Friday, March 19, 2010

Prairie Artsters: Shanghai in 2010*

When abroad, whether for work or leisure, or often for both, I inevitably drift towards a city's culture, be it the usual museums, cuisine or architectural landmarks. Pretty typical, as one glance over any city's trademark postcard often demonstrates its most unique elements of art and design as one can visually cram into a single image. Finding myself on break in Shanghai, I gladly admit I have been shamelessly riding a culture bender, wandering this magnificent city's endless streets satiating my non-stop curiosities.

Standing tall as one of the most spectacular and modern cities at the start of the 21st century, Shanghai has certainly shifted rapidly into one of the world's leading urban centers—a conscious move that has drawn its fair share of praise and criticism for its development and displacement. With close to 20 million people residing in this old port city, its skyline has been infiltrated by an assortment of gorgeous and gaudy steel and glass towers looming over many of its heritage buildings from its British colonial era. Along the most infamous strip of old and new is the Bund, a stretch along the west side of the Huangpu River dominated by old banks now filled with high-end shops and some of the city's most innovative galleries, 18 Gallery and the Shanghai Gallery of Art. Like everything else in Shanghai, art is driven by reputation and market value, which creates an output of mostly object-based works riding market trends. But here on the Bund of all places, contemporary art has flourished as a process-orientated experience dealing directly with the district and the city.

Turning its old industrial areas, such as Tianzifang, into a "creative industry park," Shanghai has really succeeded in balancing and capitalizing tourism, functionality and its own history. As a series of average lane factories from the 1930s, Tianzifang is being touted as what New York's Soho used to be for good reason. Spanning a maze-like area of 20 000 square meters filled with galleries, boutiques, studios, restaurants and cafes, the area has become a hugely successful venture attracting artists and designers from all over the world to work and live here.

Similarly, in 2002, Shanghai's municipal economic committee officially took over 41 000 square meters of former industrial factories and warehouses along Suzhou Creek and turned it into another creative industry park now internationally known as M 50. While trendy condominiums are currently for sale and entire complexes sat demolished as piles of debris and rubble, there were also rows upon rows of galleries and design studios under repair and overflowing from the old mill factories.

Home to spaces such as Island 6, Shanghart and Twocities, the park features more than 130 artists from over 10 Mainland provinces and 16 foreign countries and districts, including the United Kingdom, France, Italy, Swiss, Israel, Norway and Hong Kong. Wandering around the vast network of open air spaces was certainly a very different feeling than one gets from a typical museum or gallery experience, as here, there is an integration between art, the city and its history.

Image credit: Luo Dan, 2009

Same goes for the art shown. While it's consistent to note that bad art exists everywhere, the strong works to surface were simply phenomenal in their honesty and engagement with the rapid development of the region. Being far more impressed by the young photographers who range from the fantastical to performance-based, Luo Dan's solo exhibition, The North and The South, at Epsite stood out for me in its limitless sentimental bewilderment. Documenting ordinary moments with a profound clarity, the photographs hold a starkness that do not attempt explanation at the strange and estranging. As an artist with a unique voice, his work, along with hundreds of others each year, has been given a venue to communicate its own sense of identity while being able to dialogue with each other as well as an international art audience, all the while proving to be be economically viable and culturally enriching.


* [Problem description]:
Lines of the listing that contain "JSON" need to be copied.
· · · · ·
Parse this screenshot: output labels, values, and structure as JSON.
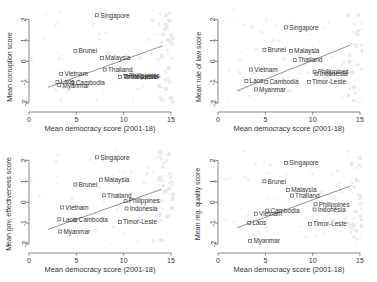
{
  "figure": {
    "background_color": "#ffffff",
    "layout": "2x2 grid of scatter plots",
    "marker_color": "#4a4a4a",
    "fitline_color": "#6e6e6e"
  },
  "chart_data": [
    {
      "type": "scatter",
      "title": "",
      "panel_index": 0,
      "xlabel": "Mean democracy score (2001-18)",
      "ylabel": "Mean corruption score",
      "xlim": [
        0,
        15
      ],
      "ylim": [
        -2,
        2.5
      ],
      "xticks": [
        "0",
        "5",
        "10",
        "15"
      ],
      "xtick_values": [
        0,
        5,
        10,
        15
      ],
      "yticks": [
        "2",
        "1",
        "0",
        "-1",
        "-2"
      ],
      "ytick_values": [
        2,
        1,
        0,
        -1,
        -2
      ],
      "grid": false,
      "legend": "none",
      "points": [
        {
          "label": "Singapore",
          "x": 7.2,
          "y": 2.2
        },
        {
          "label": "Brunei",
          "x": 4.9,
          "y": 0.5
        },
        {
          "label": "Malaysia",
          "x": 7.7,
          "y": 0.15
        },
        {
          "label": "Thailand",
          "x": 8.0,
          "y": -0.4
        },
        {
          "label": "Vietnam",
          "x": 3.4,
          "y": -0.6
        },
        {
          "label": "Philippines",
          "x": 10.2,
          "y": -0.7
        },
        {
          "label": "Indonesia",
          "x": 10.4,
          "y": -0.75
        },
        {
          "label": "Timor-Leste",
          "x": 9.6,
          "y": -0.75
        },
        {
          "label": "Laos",
          "x": 3.0,
          "y": -1.0
        },
        {
          "label": "Cambodia",
          "x": 4.6,
          "y": -1.05
        },
        {
          "label": "Myanmar",
          "x": 3.2,
          "y": -1.15
        }
      ],
      "fitline": {
        "x0": 2.0,
        "y0": -1.25,
        "x1": 14.0,
        "y1": 0.72
      }
    },
    {
      "type": "scatter",
      "title": "",
      "panel_index": 1,
      "xlabel": "Mean democracy score (2001-18)",
      "ylabel": "Mean rule of law score",
      "xlim": [
        0,
        15
      ],
      "ylim": [
        -2,
        2.5
      ],
      "xticks": [
        "0",
        "5",
        "10",
        "15"
      ],
      "xtick_values": [
        0,
        5,
        10,
        15
      ],
      "yticks": [
        "2",
        "1",
        "0",
        "-1",
        "-2"
      ],
      "ytick_values": [
        2,
        1,
        0,
        -1,
        -2
      ],
      "grid": false,
      "legend": "none",
      "points": [
        {
          "label": "Singapore",
          "x": 7.2,
          "y": 1.62
        },
        {
          "label": "Brunei",
          "x": 4.9,
          "y": 0.55
        },
        {
          "label": "Malaysia",
          "x": 7.7,
          "y": 0.5
        },
        {
          "label": "Thailand",
          "x": 8.1,
          "y": 0.05
        },
        {
          "label": "Vietnam",
          "x": 3.5,
          "y": -0.4
        },
        {
          "label": "Philippines",
          "x": 10.2,
          "y": -0.5
        },
        {
          "label": "Indonesia",
          "x": 10.4,
          "y": -0.6
        },
        {
          "label": "Laos",
          "x": 3.0,
          "y": -0.95
        },
        {
          "label": "Cambodia",
          "x": 5.1,
          "y": -1.0
        },
        {
          "label": "Timor-Leste",
          "x": 9.6,
          "y": -1.0
        },
        {
          "label": "Myanmar",
          "x": 4.0,
          "y": -1.35
        }
      ],
      "fitline": {
        "x0": 2.0,
        "y0": -1.42,
        "x1": 14.0,
        "y1": 0.78
      }
    },
    {
      "type": "scatter",
      "title": "",
      "panel_index": 2,
      "xlabel": "Mean democracy score (2001-18)",
      "ylabel": "Mean gov. effectiveness score",
      "xlim": [
        0,
        15
      ],
      "ylim": [
        -2,
        2.5
      ],
      "xticks": [
        "0",
        "5",
        "10",
        "15"
      ],
      "xtick_values": [
        0,
        5,
        10,
        15
      ],
      "yticks": [
        "2",
        "1",
        "0",
        "-1",
        "-2"
      ],
      "ytick_values": [
        2,
        1,
        0,
        -1,
        -2
      ],
      "grid": false,
      "legend": "none",
      "points": [
        {
          "label": "Singapore",
          "x": 7.2,
          "y": 2.15
        },
        {
          "label": "Malaysia",
          "x": 7.6,
          "y": 1.08
        },
        {
          "label": "Brunei",
          "x": 4.9,
          "y": 0.85
        },
        {
          "label": "Thailand",
          "x": 7.9,
          "y": 0.33
        },
        {
          "label": "Philippines",
          "x": 10.2,
          "y": 0.05
        },
        {
          "label": "Vietnam",
          "x": 3.5,
          "y": -0.25
        },
        {
          "label": "Indonesia",
          "x": 10.3,
          "y": -0.3
        },
        {
          "label": "Laos",
          "x": 3.2,
          "y": -0.82
        },
        {
          "label": "Cambodia",
          "x": 4.9,
          "y": -0.85
        },
        {
          "label": "Timor-Leste",
          "x": 9.6,
          "y": -0.95
        },
        {
          "label": "Myanmar",
          "x": 3.3,
          "y": -1.4
        }
      ],
      "fitline": {
        "x0": 2.0,
        "y0": -1.3,
        "x1": 14.0,
        "y1": 0.62
      }
    },
    {
      "type": "scatter",
      "title": "",
      "panel_index": 3,
      "xlabel": "Mean democracy score (2001-18)",
      "ylabel": "Mean reg. quality score",
      "xlim": [
        0,
        15
      ],
      "ylim": [
        -2,
        2.5
      ],
      "xticks": [
        "0",
        "5",
        "10",
        "15"
      ],
      "xtick_values": [
        0,
        5,
        10,
        15
      ],
      "yticks": [
        "2",
        "1",
        "0",
        "-1",
        "-2"
      ],
      "ytick_values": [
        2,
        1,
        0,
        -1,
        -2
      ],
      "grid": false,
      "legend": "none",
      "points": [
        {
          "label": "Singapore",
          "x": 7.2,
          "y": 1.88
        },
        {
          "label": "Brunei",
          "x": 4.9,
          "y": 1.0
        },
        {
          "label": "Malaysia",
          "x": 7.4,
          "y": 0.58
        },
        {
          "label": "Thailand",
          "x": 7.8,
          "y": 0.32
        },
        {
          "label": "Philippines",
          "x": 10.3,
          "y": -0.1
        },
        {
          "label": "Indonesia",
          "x": 10.2,
          "y": -0.35
        },
        {
          "label": "Cambodia",
          "x": 5.2,
          "y": -0.4
        },
        {
          "label": "Vietnam",
          "x": 4.0,
          "y": -0.55
        },
        {
          "label": "Laos",
          "x": 3.3,
          "y": -1.0
        },
        {
          "label": "Timor-Leste",
          "x": 9.7,
          "y": -1.05
        },
        {
          "label": "Myanmar",
          "x": 3.4,
          "y": -1.85
        }
      ],
      "fitline": {
        "x0": 2.0,
        "y0": -1.22,
        "x1": 14.0,
        "y1": 0.78
      }
    }
  ]
}
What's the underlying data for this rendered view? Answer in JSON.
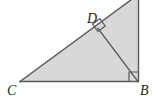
{
  "figure": {
    "type": "geometry-diagram",
    "width": 157,
    "height": 105,
    "background_color": "#ffffff",
    "fill_color": "#d8d8d8",
    "stroke_color": "#58595b",
    "label_color": "#231f20",
    "stroke_width": 1.4,
    "labels": [
      {
        "id": "C",
        "text": "C",
        "x": 7,
        "y": 84
      },
      {
        "id": "B",
        "text": "B",
        "x": 140,
        "y": 84
      },
      {
        "id": "D",
        "text": "D",
        "x": 87,
        "y": 12
      }
    ],
    "points": {
      "A": {
        "x": 139,
        "y": -6
      },
      "B": {
        "x": 138,
        "y": 81.5
      },
      "C": {
        "x": 20,
        "y": 81.5
      },
      "D": {
        "x": 98,
        "y": 28.5
      }
    },
    "outline_path": "M 20 81.5 L 139 -6 L 139 81.5 Z",
    "altitude_path": "M 98 28.5 L 138 81.5",
    "base_path": "M 20 81.5 L 138 81.5",
    "vertical_path": "M 138.5 -6 L 138.5 81.5",
    "hypotenuse_path": "M 20 81.5 L 139 -6",
    "right_angle_marks": [
      {
        "at": "B",
        "path": "M 129 81 L 129 72 L 138 72",
        "size": 9
      },
      {
        "at": "D",
        "path": "M 92.6 24.1 L 99.9 18.7 L 105.2 26.0 L 97.9 31.4 Z",
        "size": 9
      }
    ]
  }
}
· · · · ·
* [Your response]:
Parse this screenshot: output labels, values, and structure as JSON.
What's the underlying data for this rendered view? Answer in JSON.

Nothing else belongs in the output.